Like many such lists, the factors intersect and overlap, no?  I’m much more likely to find exercise fun if I do it with my friends, I fit in with the group, and I feel like I know what I’m doing—these factors all speak to psychological safety.  These are limbic, back-of-the-brain factors, hence they are ‘feelings’ and not ‘thoughts.’  Decision making is more often more limbic than cognitive in origin, and discipline is much easier to maintain when action aligns directly with something that rewards an emotional drive—in this case, that innate drive for connection and community.   At Ethos, I get my fixes of dopamine, serotonin, and oxytocin, and it’s all because of the people.

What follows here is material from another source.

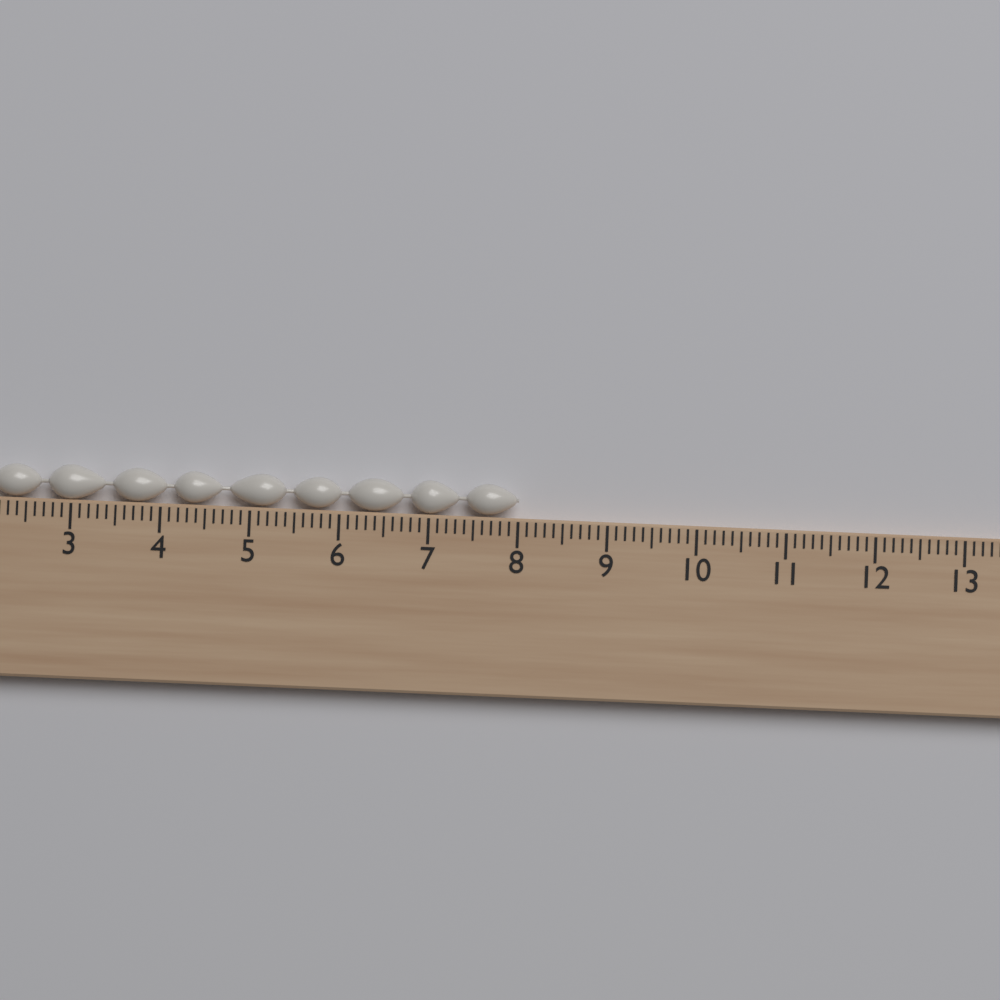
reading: 8.0 cm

The 5am crew at Ethos has gathered regularly since the gym opened in 2019.  The core group has persisted through a pandemic and moving to a new location last year.  I queried them about their experience, and without fail the strongest responses spoke to the bond of camaraderie that could fairly be described as love.  Folks drive long distances to show up and train, to be accountable for themselves and one another in health and well-being.  They report mutual uplift not just in the workouts but in their personal lives, too.  They use words like support, trust, and belonging to describe their tight relationship.  They share their struggles and triumphs in life, not just their personal records (PRs) in the gym.  They are part of one another’s emotional support networks. 

When patients tell me they exercise alone, I must check my immediate desire to suggest otherwise.  It all depends on our goals and preferences, and solitary movement has its benefits.  The main benefits of coached and group settings are programming and presence. 

Programming:  Left to our own devices, we often avoid movements that we don’t enjoy and don’t feel competent at or comfortable with.  Over time this can lead to insidious asymmetries that put us at risk for injury not just in the gym, but moving around in life.  Over a year at Ethos, three weeks at a time, training blocks are designed to improve strength and conditioning in iterative fashion, each block building on preceding ones.  Sprint and endurance, power and isometrics—it’s all included in the program and all we have to do is show up.  We get to learn the rationale and distinction between various movements and relate gym exercises to activities of daily living.  When injured or limited in some way, coaches can always modify or find alternative movements to keep us active; at home we might just quit, not knowing what else to do.  I recently noticed I barely use my chair at work anymore —I can stand at my desk all day with minimal fatigue.  I attribute this to two years of consistent training, though it was not a goal on my radar whatsoever.  I highly doubt I’d see this result just working out on my own.

Presence:  I can hear heart murmurs and abnormal lung sounds.  My coaches can see unpacked shoulders and caved knees.  They observe and correct, making us all safer to lift heavy loads with confidence.  Their encouragement and assistance further stoke our courage, allowing us to push and prove ourselves more capable than we could do for ourselves.  And it’s not just the 5am crew that bonds; my 9 and 11am friends and I cheer and celebrate our PRs together.  Movement in community is the best example of freudenfreude (joy at another’s joy) I can think of.  There is just something about sharing space in person, all of us working to better ourselves and supporting one another in doing so physically, morally, and otherwise.

Strong Old Ladies and Gentlemen.  This is my goal for us all.  We can get there many ways, and movement in community is my first recommendation for its myriad overlapping benefits.  Exercise benefits body and mind.  Exercise in community benefits the whole person.  It’s about relationships, of course; those cultivated in health are what save us.